My eyes watered. “You have to know what bars you can go to in some neighborhoods,” she instructed, her eyes set on Andwele.  “Some are not safe, and some are not frequented by people of color.” She sounded like a mother, like what she had been to my son that night.

Memories of my southern childhood floated up, the sense of belonging to a village, each of us under the watchful eye of every grown up.  It could be a drag. But mostly it felt good, like everyone cared about us.  It seems like a fossil now, this way of being in community, especially for those of us who left our small enclaves in droves for northern skies, cosmopolitan opportunities.   And yet, on a night that terror clawed at my breath, three Black women, two of them mothers, acted in nameless community with me, had my son’s back.  They determined which side of the line our family would stand at night’s end, utter relief or inexorable grief.

Ten years, my gratitude still runs to these women.  Ms. Simpson’s words, “It could have been my son,” still land with loving connection.  The procession too goes on.  The one for those left on the other side of the line, for what?  I crumble, blaze, fall numb; at times, refuse to see, to hear.  Windpipes clamped, vessels ripped bled out, frozen sons and daughters sealed, hoisted on the shoulders, the hands of men.  Mothers, mourners trailing on leaden feet, sometimes sagging on arms at each side, sometimes by will alone, towers of grief, for what?

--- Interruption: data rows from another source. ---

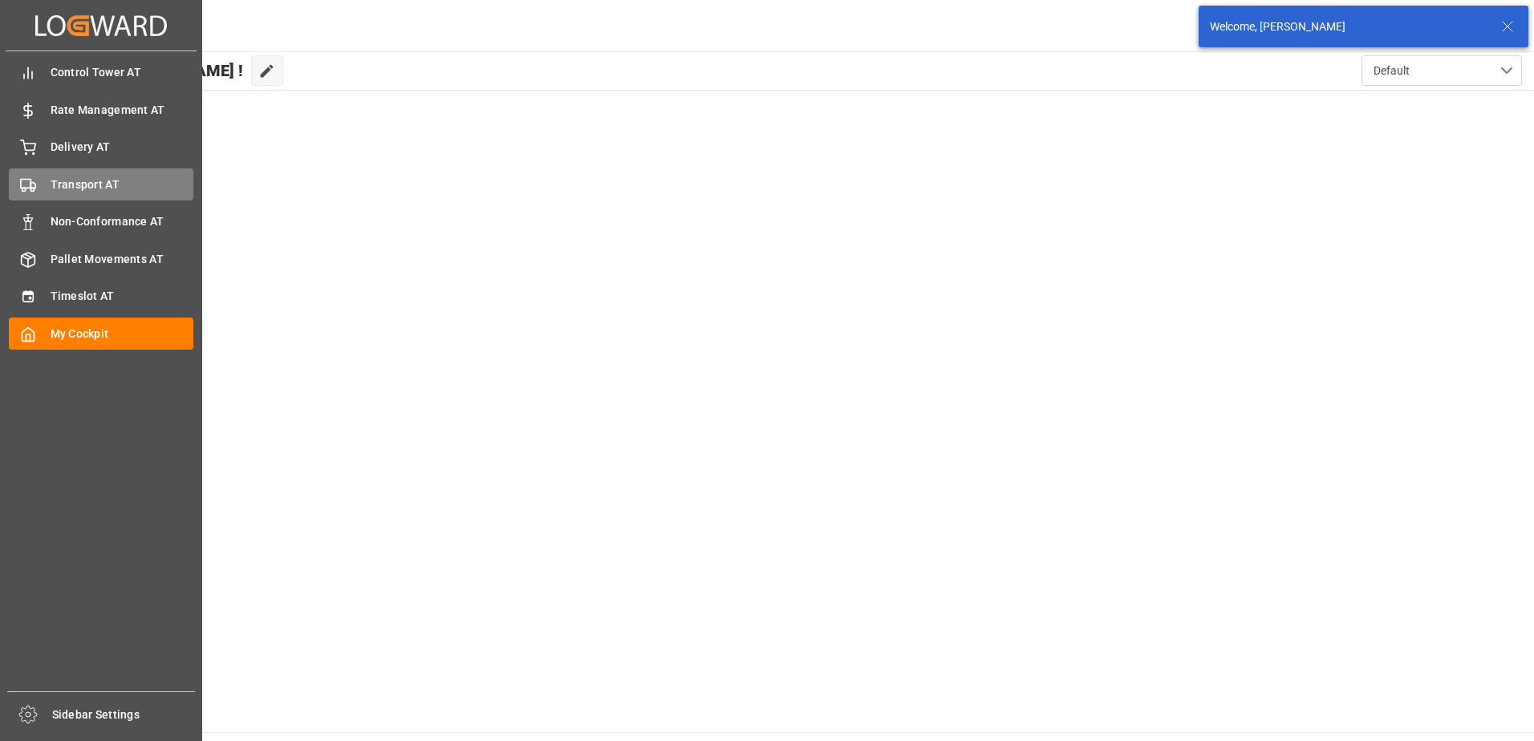  I want to click on span: Non-Conformance AT, so click(122, 221).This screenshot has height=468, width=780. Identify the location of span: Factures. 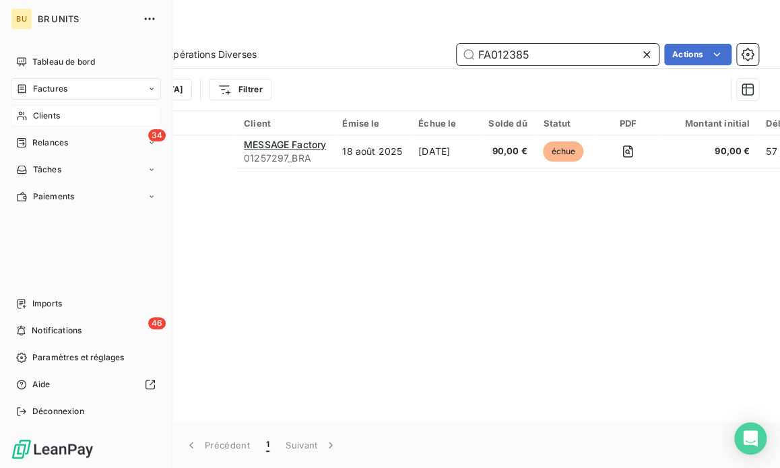
(50, 89). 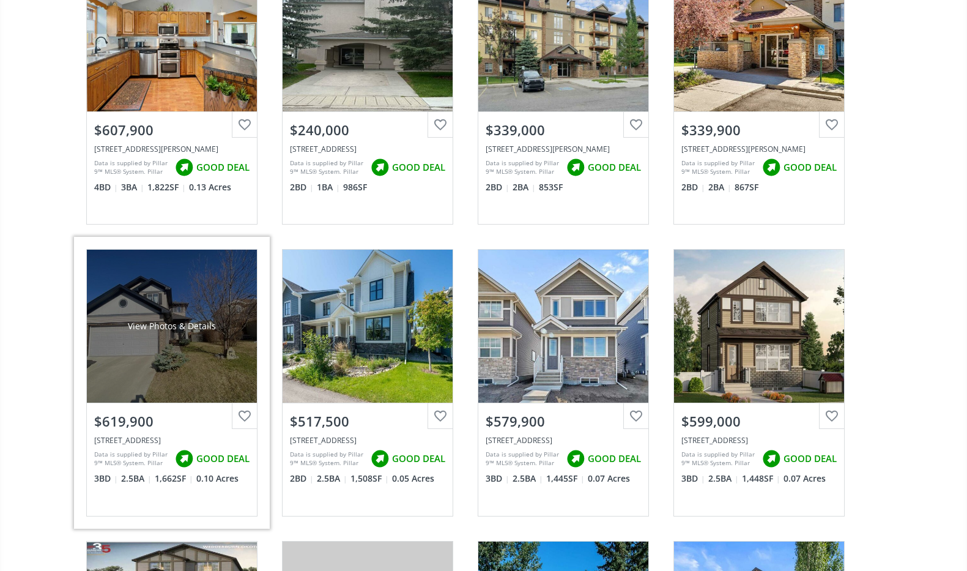 I want to click on span: 1 BA, so click(x=329, y=187).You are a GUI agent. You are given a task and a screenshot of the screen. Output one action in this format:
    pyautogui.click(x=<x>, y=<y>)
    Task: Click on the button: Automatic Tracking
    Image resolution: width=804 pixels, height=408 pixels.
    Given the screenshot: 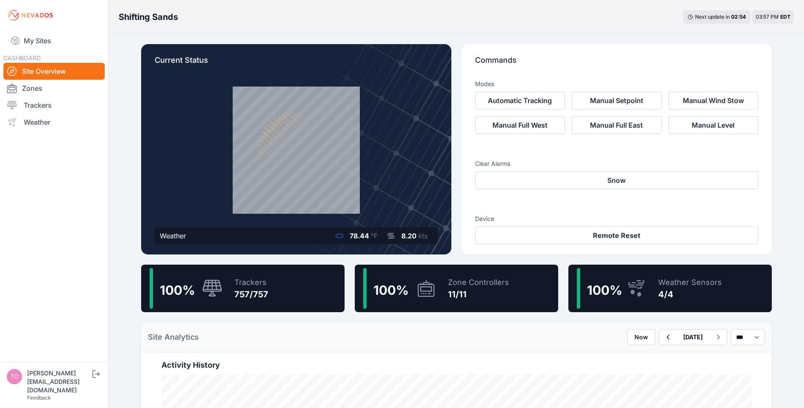 What is the action you would take?
    pyautogui.click(x=520, y=100)
     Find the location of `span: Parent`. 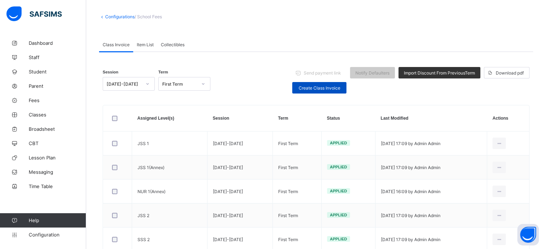

span: Parent is located at coordinates (57, 86).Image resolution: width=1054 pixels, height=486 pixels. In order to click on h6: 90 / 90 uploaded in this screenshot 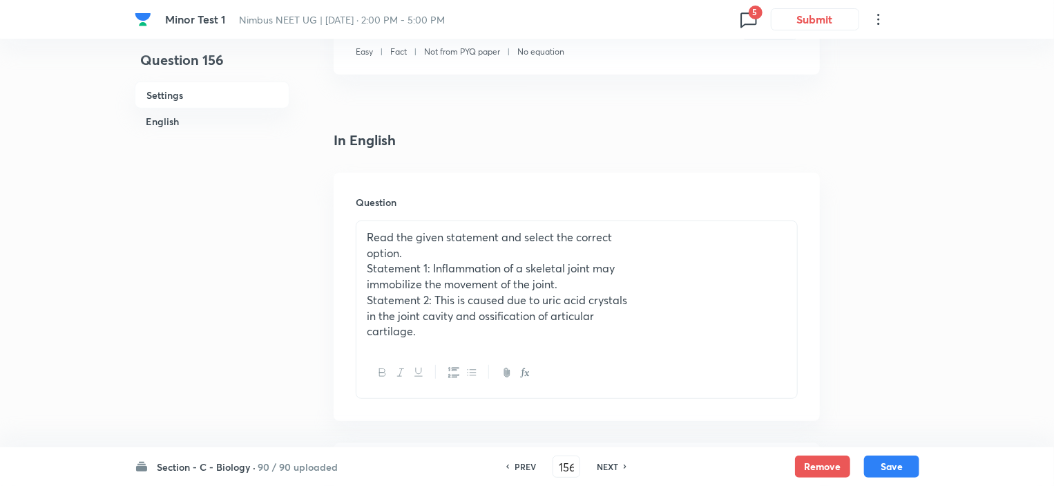, I will do `click(298, 466)`.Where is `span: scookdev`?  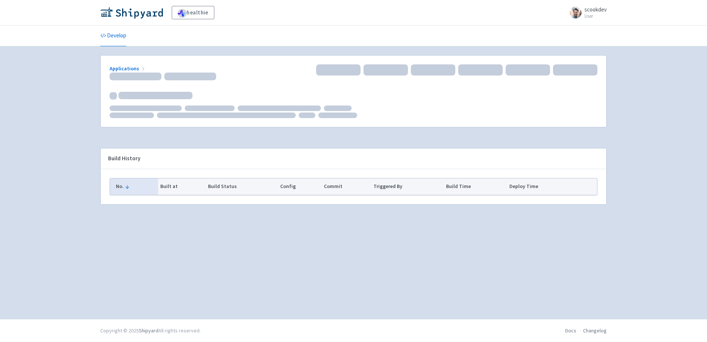 span: scookdev is located at coordinates (595, 9).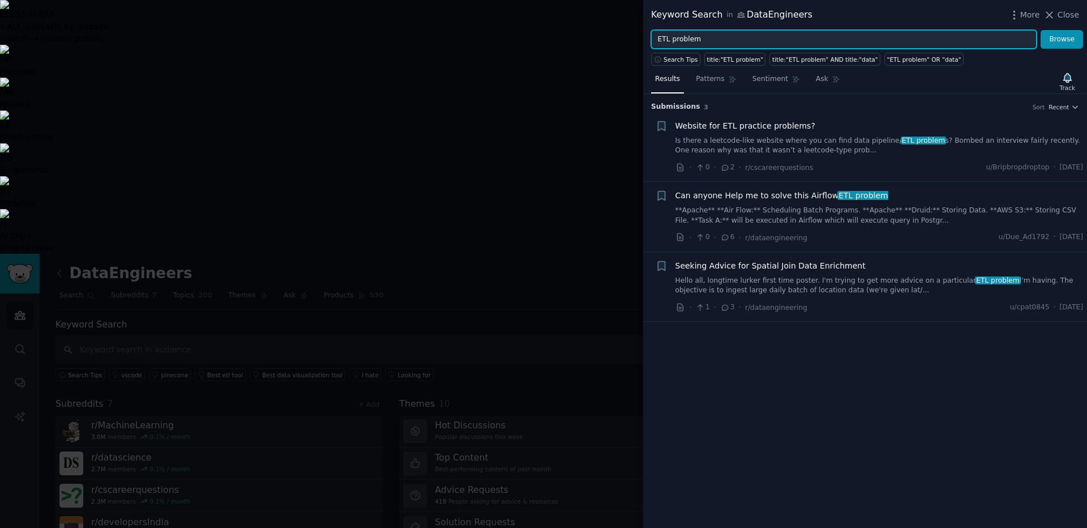 The height and width of the screenshot is (528, 1087). I want to click on span: u/cpat0845, so click(1030, 308).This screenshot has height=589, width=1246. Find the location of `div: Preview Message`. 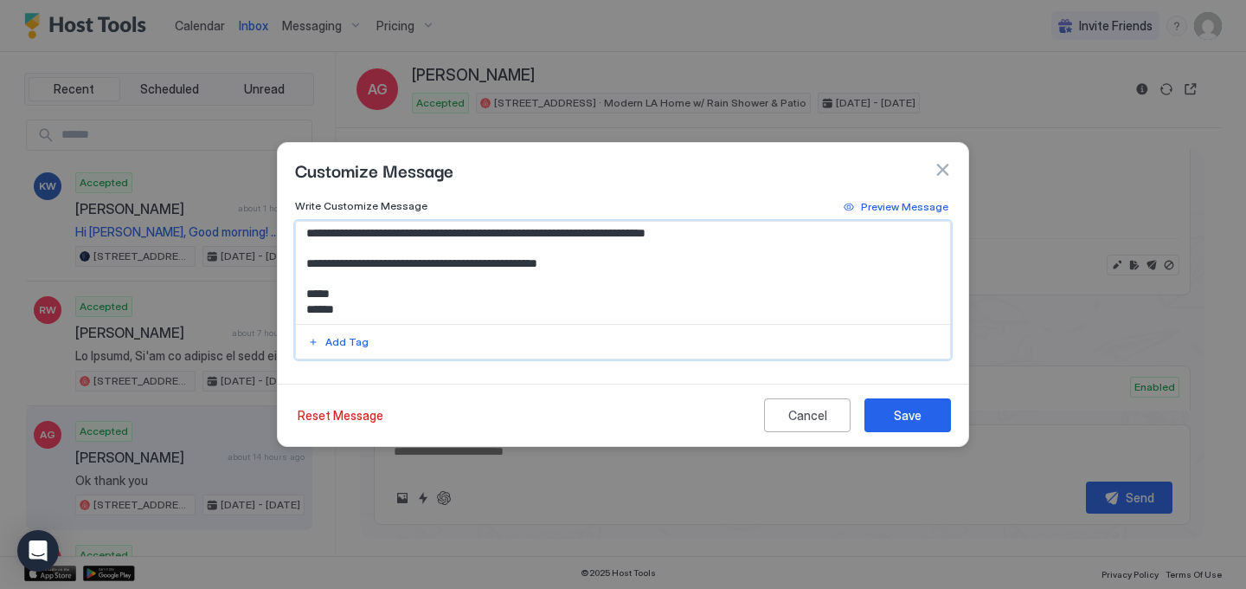

div: Preview Message is located at coordinates (904, 207).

I hear the humming, Rising.

Swelling like hellacious sea walls in a tsunami of belonging.

 

Comments
  1. Gloria Lopez-Henriquez on

    Thank you Thaudiwe. What a timely piece of truth you wrote! It comes at a perfect moment when thousands of young children are being ripped from their migrant parents’ arms and send thousands of miles away, to places they never saw, with unfamiliar people whose words they cannot comprehend. For the safety of Black and Brown children, we all have to care about their wellbeing as if they were our own; just like Ms. Simpson did with your child. God bless her!!